Is Your Mower Ready Before the First Hot Week in Brookfield and Elm Grove?
April in Southeast Wisconsin can fool you—grass may look quiet one week and need cutting the next. When the first warm stretch hits, cool-season lawns in Brookfield and Elm Grove often jump almost overnight. Getting your mower ready now prevents scalping wet turf later because May still felt far away on the calendar.
Kanavas serves homeowners across Waukesha, Pewaukee, and surrounding communities. Whether you mow yourself or want professional mowing, these steps apply before Memorial Day gatherings fill the weekends. For timing basics, see when to start mowing in Wisconsin.
Sharpen blades and check deck height
Dull blades tear grass tips instead of cutting cleanly. Torn tips turn brown in afternoon sun and lose moisture faster than clean cuts. Sharpen or replace blades before the first hot week—not after the belt squeals on a Saturday marathon.
Keep deck height at 3 to 3.5 inches for cool-season grass. Check that the deck is level and tire pressure is even so you do not leave stripes from a tilted cut. Uneven decks make a lawn look neglected even when you mow regularly.
Do not mow on wet soil
If tires leave ruts or soil sticks to your shoes, wait for a drier day—even if the grass looks overgrown from the street. Mowing wet clay compacts soil and damages grass crowns. Catch up with two lighter passes once the ground firms up.
Wet-soil patience pairs with our guide to spring compaction and aeration. If footprints stay deep in the same spots after rain, note those areas when you contact us.
Follow the one-third rule
Never remove more than one-third of the grass blade in a single mowing. If growth jumped after a rainy week, raise the deck and make two passes over a few days rather than cutting everything off at once.
Pair this with May lawn care rhythm so height decisions stay consistent through the next growth surge.
Edge beds before chasing perfect stripes
A clean line where grass meets mulch reads well from the driveway even when the center of the lawn is still catching up on color. Bed weeds are a separate issue—see bed weed control when weeds live inside planting beds, not in the lawn.
Check sprinklers before summer
Some irrigation controllers turn on during the first warm spell. Walk each zone while the system runs and look for stuck heads, tilted arcs, or spray that misses turf along patio edges. That walk pairs with our April irrigation walkthrough.
Night watering on cool soil can invite disease when warm days follow cold nights. A quick weekly check through May beats setting the clock in April and forgetting it until August.
Schedule mowing before May fills up
May weekends disappear quickly once school events and graduation parties land on the calendar. April is a practical time to line up full service maintenance if you want mowing, bed work, and seasonal projects handled by one team.
If you only need mowing, say that when you reach out. If drainage low spots worry you more than stripes, mention that too. Kanavas has served Southeast Wisconsin since 1974.
When to call sooner
Call if you smell hot electrical near the mower, if new bare patches appear only on slopes, or if irrigation leaves mossy streaks in the same arc every week. Those are reasonable reasons for a visit that may combine lawn care with a look at grading—not just a single mow.
Want mowing on a steady April-to-May schedule?
Tell us about sun, shade, dogs, and slopes so we can suggest sensible height and timing.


◆ **TASK DETAILS**: Reproduce the whole listing below without its pictures, exactly as written.

◆ **PROVIDED DATA**:
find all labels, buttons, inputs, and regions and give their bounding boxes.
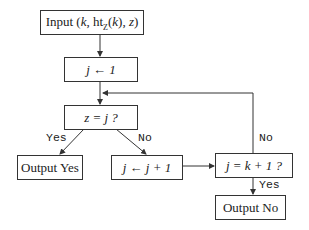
edge-label-yes-1: Yes — [46, 131, 67, 144]
increment-node: j ← j + 1 — [111, 155, 183, 180]
edge-label-no-1: No — [138, 131, 152, 144]
test-z-equals-j-label: z = j ? — [84, 110, 118, 126]
output-no-label: Output No — [223, 200, 278, 216]
init-node-label: j ← 1 — [86, 62, 116, 78]
input-node: Input (k, htZ(k), z) — [40, 10, 144, 35]
input-node-label: Input (k, htZ(k), z) — [46, 14, 139, 32]
test-j-equals-k-plus-1-node: j = k + 1 ? — [215, 153, 293, 178]
increment-node-label: j ← j + 1 — [123, 160, 172, 176]
edge-label-yes-2: Yes — [259, 178, 280, 191]
test-j-equals-k-plus-1-label: j = k + 1 ? — [226, 158, 282, 174]
init-node: j ← 1 — [64, 57, 138, 82]
output-no-node: Output No — [215, 195, 286, 220]
output-yes-node: Output Yes — [17, 155, 83, 180]
edge-label-no-2: No — [259, 131, 273, 144]
test-z-equals-j-node: z = j ? — [64, 105, 138, 130]
output-yes-label: Output Yes — [21, 160, 79, 176]
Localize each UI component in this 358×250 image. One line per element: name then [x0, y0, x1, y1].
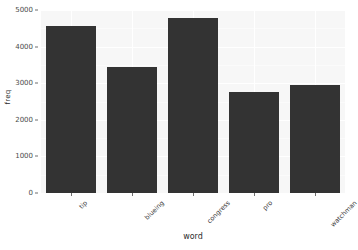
y-tick-mark	[35, 46, 38, 47]
x-tick-mark	[71, 193, 72, 196]
y-tick-mark	[35, 83, 38, 84]
bar	[290, 85, 340, 193]
y-axis-title-label: freq	[4, 89, 12, 104]
y-tick-mark	[35, 156, 38, 157]
plot-panel	[41, 10, 345, 193]
x-tick-mark	[254, 193, 255, 196]
y-tick-mark	[35, 10, 38, 11]
x-axis-title: word	[41, 232, 345, 241]
y-tick-label: 1000	[15, 152, 33, 160]
bar	[46, 26, 96, 193]
x-tick-label: congress	[206, 199, 232, 225]
x-tick-mark	[315, 193, 316, 196]
bar	[168, 18, 218, 193]
y-tick-mark	[35, 119, 38, 120]
y-tick-label: 5000	[15, 6, 33, 14]
x-tick-label: pro	[261, 199, 274, 212]
x-tick-label: blueing	[143, 199, 166, 222]
x-tick-mark	[193, 193, 194, 196]
x-tick-mark	[132, 193, 133, 196]
y-tick-label: 2000	[15, 116, 33, 124]
y-tick-label: 4000	[15, 43, 33, 51]
y-axis-title: freq	[2, 0, 14, 193]
y-tick-label: 3000	[15, 79, 33, 87]
x-tick-label: tip	[78, 199, 90, 211]
bar	[229, 92, 279, 193]
x-axis-ticks: tipblueingcongressprowatchman	[0, 193, 351, 250]
x-tick-label: watchman	[329, 199, 358, 229]
bar	[107, 67, 157, 193]
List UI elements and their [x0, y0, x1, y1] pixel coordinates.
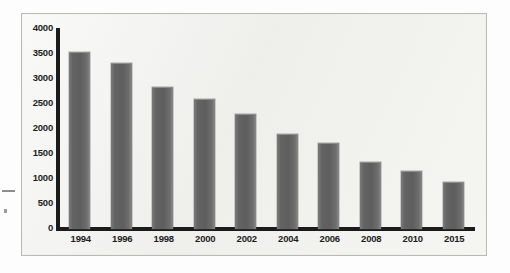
x-tick-label: 2002 [226, 233, 268, 244]
bar-series [60, 28, 475, 229]
bar-2000 [194, 99, 215, 229]
x-tick-label: 2008 [351, 233, 393, 244]
bar-1994 [69, 52, 90, 229]
bar-2002 [235, 114, 256, 229]
bar-slot [309, 28, 351, 229]
bar-slot [434, 28, 476, 229]
x-axis-tick-labels: 1994 1996 1998 2000 2002 2004 2006 2008 … [60, 233, 475, 251]
chart-figure-frame: 4000 3500 3000 2500 2000 1500 1000 500 0 [21, 13, 487, 256]
y-tick-label: 1000 [21, 173, 53, 183]
bar-slot [102, 28, 144, 229]
scan-artifact-speck [4, 209, 7, 213]
bar-1998 [152, 87, 173, 229]
x-tick-label: 1994 [60, 233, 102, 244]
bar-1996 [111, 63, 132, 229]
x-tick-label: 2006 [309, 233, 351, 244]
y-axis-tick-labels: 4000 3500 3000 2500 2000 1500 1000 500 0 [22, 14, 53, 257]
x-tick-label: 2004 [268, 233, 310, 244]
bar-2008 [360, 162, 381, 229]
scan-artifact-dash [2, 190, 15, 192]
x-tick-label: 2010 [392, 233, 434, 244]
x-tick-label: 2000 [185, 233, 227, 244]
y-tick-label: 1500 [21, 148, 53, 158]
bar-slot [226, 28, 268, 229]
y-tick-label: 500 [21, 198, 53, 208]
plot-area: 4000 3500 3000 2500 2000 1500 1000 500 0 [22, 14, 488, 257]
bar-slot [185, 28, 227, 229]
x-tick-label: 1998 [143, 233, 185, 244]
chart-page: 4000 3500 3000 2500 2000 1500 1000 500 0 [0, 0, 510, 273]
y-tick-label: 3500 [21, 48, 53, 58]
x-tick-label: 1996 [102, 233, 144, 244]
bar-slot [392, 28, 434, 229]
bar-2015 [443, 182, 464, 229]
y-tick-label: 0 [21, 223, 53, 233]
y-tick-label: 2000 [21, 123, 53, 133]
bar-2010 [401, 171, 422, 229]
y-tick-label: 2500 [21, 98, 53, 108]
bar-2006 [318, 143, 339, 229]
x-tick-label: 2015 [434, 233, 476, 244]
y-tick-label: 4000 [21, 23, 53, 33]
bar-slot [143, 28, 185, 229]
bar-slot [268, 28, 310, 229]
bar-slot [60, 28, 102, 229]
bar-slot [351, 28, 393, 229]
y-tick-label: 3000 [21, 73, 53, 83]
bar-2004 [277, 134, 298, 229]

◆ **EXERCISE RESPONSE**:
find all labels, buttons, inputs, and regions and give their bounding boxes.
edge-label-yes-1: Yes — [46, 131, 67, 144]
increment-node: j ← j + 1 — [111, 155, 183, 180]
edge-label-no-1: No — [138, 131, 152, 144]
test-z-equals-j-label: z = j ? — [84, 110, 118, 126]
output-no-label: Output No — [223, 200, 278, 216]
init-node-label: j ← 1 — [86, 62, 116, 78]
input-node: Input (k, htZ(k), z) — [40, 10, 144, 35]
input-node-label: Input (k, htZ(k), z) — [46, 14, 139, 32]
test-j-equals-k-plus-1-node: j = k + 1 ? — [215, 153, 293, 178]
increment-node-label: j ← j + 1 — [123, 160, 172, 176]
edge-label-yes-2: Yes — [259, 178, 280, 191]
test-j-equals-k-plus-1-label: j = k + 1 ? — [226, 158, 282, 174]
init-node: j ← 1 — [64, 57, 138, 82]
output-no-node: Output No — [215, 195, 286, 220]
output-yes-node: Output Yes — [17, 155, 83, 180]
edge-label-no-2: No — [259, 131, 273, 144]
test-z-equals-j-node: z = j ? — [64, 105, 138, 130]
output-yes-label: Output Yes — [21, 160, 79, 176]
Localize each UI component in this 358×250 image. One line per element: name then [x0, y0, x1, y1].
y-tick-mark	[35, 46, 38, 47]
x-tick-mark	[71, 193, 72, 196]
y-tick-mark	[35, 83, 38, 84]
bar	[290, 85, 340, 193]
y-axis-title-label: freq	[4, 89, 12, 104]
y-tick-mark	[35, 156, 38, 157]
plot-panel	[41, 10, 345, 193]
x-tick-mark	[254, 193, 255, 196]
y-tick-mark	[35, 10, 38, 11]
x-axis-title: word	[41, 232, 345, 241]
y-tick-label: 1000	[15, 152, 33, 160]
bar	[46, 26, 96, 193]
x-tick-label: congress	[206, 199, 232, 225]
x-tick-mark	[315, 193, 316, 196]
bar	[168, 18, 218, 193]
y-tick-mark	[35, 119, 38, 120]
y-tick-label: 5000	[15, 6, 33, 14]
x-tick-label: pro	[261, 199, 274, 212]
x-tick-label: blueing	[143, 199, 166, 222]
x-tick-mark	[193, 193, 194, 196]
x-tick-mark	[132, 193, 133, 196]
y-tick-label: 2000	[15, 116, 33, 124]
y-tick-label: 4000	[15, 43, 33, 51]
y-axis-title: freq	[2, 0, 14, 193]
y-tick-label: 3000	[15, 79, 33, 87]
x-tick-label: tip	[78, 199, 90, 211]
bar	[229, 92, 279, 193]
x-axis-ticks: tipblueingcongressprowatchman	[0, 193, 351, 250]
x-tick-label: watchman	[329, 199, 358, 229]
bar	[107, 67, 157, 193]
List UI elements and their [x0, y0, x1, y1] pixel coordinates.
x-tick-label: 2002 [226, 233, 268, 244]
bar-series [60, 28, 475, 229]
bar-2000 [194, 99, 215, 229]
x-tick-label: 2008 [351, 233, 393, 244]
bar-1994 [69, 52, 90, 229]
bar-2002 [235, 114, 256, 229]
bar-slot [309, 28, 351, 229]
bar-slot [434, 28, 476, 229]
x-axis-tick-labels: 1994 1996 1998 2000 2002 2004 2006 2008 … [60, 233, 475, 251]
chart-figure-frame: 4000 3500 3000 2500 2000 1500 1000 500 0 [21, 13, 487, 256]
y-tick-label: 1000 [21, 173, 53, 183]
bar-slot [102, 28, 144, 229]
scan-artifact-speck [4, 209, 7, 213]
bar-1998 [152, 87, 173, 229]
x-tick-label: 1994 [60, 233, 102, 244]
bar-1996 [111, 63, 132, 229]
x-tick-label: 2006 [309, 233, 351, 244]
y-axis-tick-labels: 4000 3500 3000 2500 2000 1500 1000 500 0 [22, 14, 53, 257]
x-tick-label: 2004 [268, 233, 310, 244]
bar-2008 [360, 162, 381, 229]
scan-artifact-dash [2, 190, 15, 192]
x-tick-label: 2010 [392, 233, 434, 244]
x-tick-label: 2000 [185, 233, 227, 244]
y-tick-label: 1500 [21, 148, 53, 158]
bar-slot [226, 28, 268, 229]
y-tick-label: 500 [21, 198, 53, 208]
plot-area: 4000 3500 3000 2500 2000 1500 1000 500 0 [22, 14, 488, 257]
bar-slot [185, 28, 227, 229]
x-tick-label: 1998 [143, 233, 185, 244]
chart-page: 4000 3500 3000 2500 2000 1500 1000 500 0 [0, 0, 510, 273]
y-tick-label: 3500 [21, 48, 53, 58]
x-tick-label: 1996 [102, 233, 144, 244]
bar-slot [392, 28, 434, 229]
bar-2015 [443, 182, 464, 229]
y-tick-label: 0 [21, 223, 53, 233]
y-tick-label: 2000 [21, 123, 53, 133]
bar-2010 [401, 171, 422, 229]
y-tick-label: 2500 [21, 98, 53, 108]
bar-2006 [318, 143, 339, 229]
x-tick-label: 2015 [434, 233, 476, 244]
y-tick-label: 4000 [21, 23, 53, 33]
bar-slot [143, 28, 185, 229]
bar-slot [268, 28, 310, 229]
bar-slot [60, 28, 102, 229]
bar-slot [351, 28, 393, 229]
y-tick-label: 3000 [21, 73, 53, 83]
bar-2004 [277, 134, 298, 229]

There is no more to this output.